This story in the Financial Times asks the question “what are we to do with Saddam if we catch him alive?”
The US government’s decision will tell us whether any wisdom has been gleaned from the army’s experience more than half a century ago. It has a number of options.
First, it could shoot him. This was General George Patton’s choice for dealing with captured Nazis: line them up, tell them what they did and pull the trigger. Was there any question of their guilt? One look inside a concentration camp was enough to know. Why dignify such behaviour with trials? The drawback is that this option contradicts the principles of democracy which the Bush administration says its invasion is intended to preserve.
Second, it could try him before an international court. The charges against Mr Hussein would include violations across several borders, which would justify his trial before an international tribunal similar to Nuremberg. Like Nuremberg, however, such a court would be vulnerable to charges of “victor’s justice” – guided not by due process but by a desire for revenge.
Nuremberg’s detractors were quick to point out that Russia’s crimes were as reprehensible as Germany’s. How did Stalin’s regime qualify to sit on the tribunal and judge Germany? And did transgressions by the British and US, such as the bombing of Dresden, not throw doubt on their ability to judge a defeated enemy fairly? For all they achieved, the Nuremberg trials remain compromised by these questions.
Third, it could turn him over to his own people. This is unlikely. If compromised by Mr Hussein’s forces, such a court might vindicate him and find the US guilty of an illegal invasion. At the end of the first world war, the US turned German prisoners over to the German government for trial. A handful were tried, the rest set free. The US would not risk a repeat of that fiasco.
Fourth, it could try him before a military tribunal. This is the most likely scenario. It has precedent. Between November 1945 and August 1948 nearly 2,000 of Hitler’s henchmen – administrators of concentration camps where the “final solution” was implemented – were tried by such a tribunal at Dachau, 65 miles south of Nuremberg, in one of the largest yet least known series of war trials in history.
Tribunals, however, face tricky procedural issues: how far down the chain of command would guilt extend? What rights would the accused be granted in preparing their own defence? What charges might be brought, on what kind of evidence? This panoply of legal challenges has plagued such efforts in the past.
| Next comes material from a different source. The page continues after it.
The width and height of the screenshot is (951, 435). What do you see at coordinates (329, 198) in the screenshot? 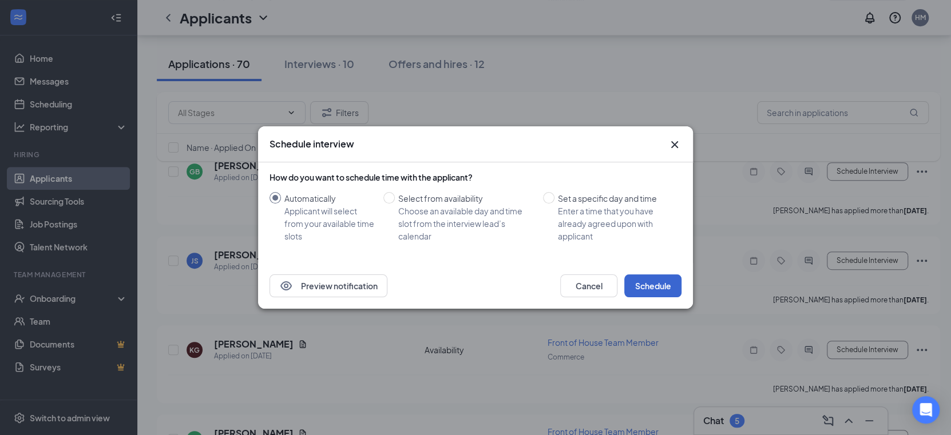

In my mind, the best option is probably the much-reviled International Criminal Court. It would provide open proceedings that the world can see – you know, they way things are done in a free society and all that – and the Bush administration’s contempt for it would be a strong defense against charges that it’s just a puppet of the American government. Naturally, I don’t expect this to happen.
Obviously, things will be much easier for Team Bush if Saddam and his inner circle are considerate enough to be casualties of combat. No one will bother noticing a military tribunal for lower-ranking functionaries, at least as long as we don’t get too zealous about it. I’ll say this: The longer this invasion takes, the less likely Team Bush is to be in any way magnanimous in victory.
The ICC won’t execute him, though. I’m sure that the Administration wants him dead, and I don’t disagree.
The solution is obvious. After interrogating him for whatever that is worth, turn him over to those he tortured and the families of those he killed. Let them decide. This places him in the same jeopardy his victims were in. Maybe he would be set free. If so, good for him.